The Gospels are at once a record and a picture of God’s infinite love, in giving His Son for the salvation of the world, and both commend themselves to our highest conception of what a perfectly wise, and good, and infinitely loving God would do. Concerning the other two theories of the atonement to which I have referred, namely, the Remedial and the Moral Influence Theory, I have but little to say, as they have but little, if any, direct bearing on my present purpose. I may remark in passing that the Moral Influence Theory is only a part of the truth and therefore I cannot accept it as a true theory. I believe I am more in sympathy with the Remedial Theory than with any of the others, but so far as I have been able to understand it, it does not furnish solid ground for my feet to walk on and so I pass it by.
I conclude, however, that God’s cure for sin is in Jesus, because He is the way to the Father, as He is also the truth and the life, and no man cometh to the Father but by Him.
Jesus lived in the heart of God and pleased Him in all things.

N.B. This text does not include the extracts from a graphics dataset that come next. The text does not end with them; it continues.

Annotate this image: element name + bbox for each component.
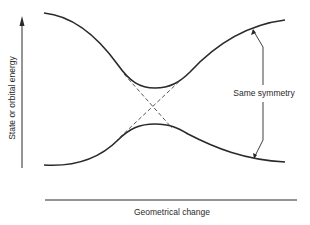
y-axis-label: State or orbital energy [7,55,17,139]
y-axis-arrow-icon [20,16,25,26]
diabatic-line-ascending [117,77,184,140]
annotation-label: Same symmetry [233,88,295,98]
diabatic-line-descending [124,74,172,128]
symmetry-bracket-lower [254,102,263,158]
upper-state-curve [44,13,285,88]
lower-state-curve [44,124,285,165]
x-axis-label: Geometrical change [134,207,210,217]
diagram-canvas: State or orbital energy Geometrical chan… [0,0,310,225]
symmetry-bracket-upper [253,30,263,85]
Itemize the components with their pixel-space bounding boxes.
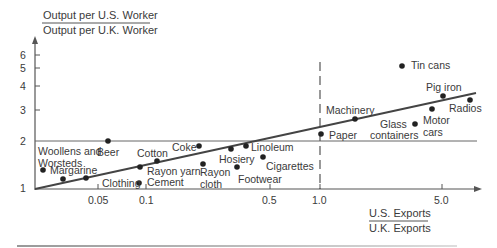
y-tick-label: 2: [20, 135, 26, 147]
point-tin-cans: [399, 63, 405, 69]
point-label-margarine: Margarine: [50, 164, 97, 176]
point-pig-iron: [440, 93, 446, 99]
y-tick-label: 1: [20, 182, 26, 194]
x-tick-label: 0.1: [139, 194, 154, 206]
point-label-rayon: Rayon: [200, 166, 230, 178]
y-tick-label: 6: [20, 49, 26, 61]
point-machinery: [352, 116, 358, 122]
point-label-beer: Beer: [97, 146, 119, 158]
point-label-cotton: Cotton: [137, 147, 168, 159]
point-label-coke: Coke: [172, 141, 197, 153]
point-paper: [318, 131, 324, 137]
x-tick-label: 1.0: [312, 194, 327, 206]
point-label-pig-iron: Pig iron: [426, 81, 462, 93]
point-rayon-yarn: [137, 164, 143, 170]
x-axis-label-numerator: U.S. Exports: [369, 207, 431, 220]
point-label-tin-cans: Tin cans: [411, 59, 450, 71]
y-axis-label-denominator: Output per U.K. Worker: [43, 24, 158, 37]
point-cigarettes: [260, 154, 266, 160]
point-hosiery: [228, 146, 234, 152]
point-label-cloth: cloth: [200, 178, 222, 190]
point-label-cement: Cement: [147, 176, 184, 188]
point-label-paper: Paper: [329, 129, 357, 141]
point-label-woollens: Woollens and: [38, 145, 101, 157]
y-tick-label: 4: [20, 80, 26, 92]
point-unlabeled: [83, 175, 89, 181]
y-axis-arrow-icon: [32, 36, 38, 44]
x-tick-label: 0.05: [88, 194, 108, 206]
point-label-hosiery: Hosiery: [219, 153, 255, 165]
data-points: [40, 63, 473, 186]
y-ticks: [35, 55, 40, 110]
point-label-cars: cars: [423, 126, 443, 138]
point-margarine: [60, 176, 66, 182]
point-footwear: [234, 164, 240, 170]
point-cotton: [154, 158, 160, 164]
point-glass-containers: [412, 121, 418, 127]
x-axis-arrow-icon: [474, 186, 482, 192]
point-label-cigarettes: Cigarettes: [266, 160, 314, 172]
y-axis-label-numerator: Output per U.S. Worker: [43, 9, 158, 22]
point-label-containers: containers: [370, 129, 418, 141]
point-label-motor: Motor: [423, 114, 450, 126]
x-tick-label: 0.5: [262, 194, 277, 206]
point-label-clothing: Clothing: [102, 177, 141, 189]
point-beer: [105, 138, 111, 144]
point-label-linoleum: Linoleum: [251, 141, 294, 153]
point-label-radios: Radios: [449, 102, 482, 114]
point-coke: [196, 143, 202, 149]
y-tick-label: 3: [20, 104, 26, 116]
x-axis-label-denominator: U.K. Exports: [369, 222, 431, 235]
point-linoleum: [243, 143, 249, 149]
point-label-footwear: Footwear: [238, 173, 282, 185]
y-tick-label: 5: [20, 62, 26, 74]
point-label-machinery: Machinery: [326, 104, 374, 116]
bottom-divider: [17, 245, 457, 247]
x-tick-label: 5.0: [434, 194, 449, 206]
point-motor-cars: [429, 106, 435, 112]
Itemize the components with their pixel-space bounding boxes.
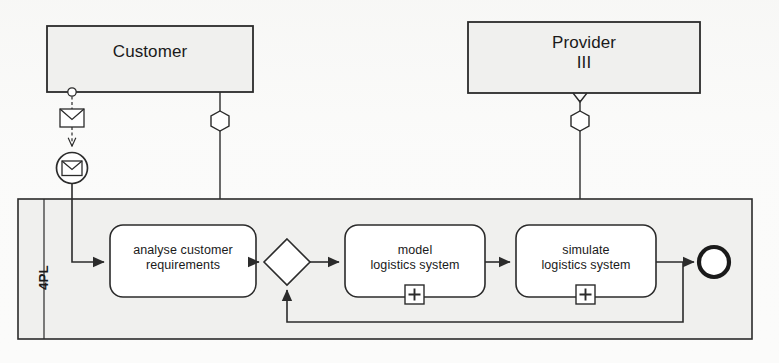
pool-customer-title: Customer	[47, 42, 253, 62]
task-simulate-label: simulate logistics system	[516, 243, 656, 273]
end-event[interactable]	[699, 247, 729, 277]
task-analyse-label: analyse customer requirements	[110, 243, 256, 273]
end-event-circle	[699, 247, 729, 277]
task-model-label: model logistics system	[345, 243, 485, 273]
pool-4pl-lane-label: 4PL	[36, 265, 51, 290]
bpmn-diagram-canvas: Customer Provider III 4PL analyse custom…	[0, 0, 779, 363]
pool-provider-title: Provider III	[468, 33, 700, 73]
envelope-icon	[62, 161, 82, 176]
association-provider-to-pool[interactable]	[571, 93, 589, 199]
hexagon-connector-customer	[211, 111, 229, 131]
message-flow-customer-to-start[interactable]	[60, 88, 84, 146]
association-customer-to-pool[interactable]	[211, 92, 229, 199]
message-start-event[interactable]	[57, 153, 88, 184]
hexagon-connector-provider	[571, 111, 589, 131]
message-flow-source-circle	[68, 88, 76, 96]
message-envelope-icon	[60, 109, 84, 127]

He knew the profound secret how to live without sin, and the sole purpose He sought to accomplish was to impart that secret to the world. By believing in Him and continuing in His word, we learn the truth and the truth makes us free from sin. We become free from sin as soon as we lose ourselves in God, in answer to Jesus’ prayer: “That they all may be one; as Thou, Father, art in Me, and I in Thee, that they also may be one in us:
“And the glory which Thou gavest Me I have given them; that they may be one, even as we are one; I in them and Thou in Me.” This is God’s only plan for the cure of sin, to be indwelt of God, and to live in God, to become one with God as Jesus was; then it is consciously true, “That in Him we live, and move, and have our being,” and that our “Bodies are the temples of the Holy Ghost.” These it seems to me are some of the ideas which show the Godward side of the cure of sin.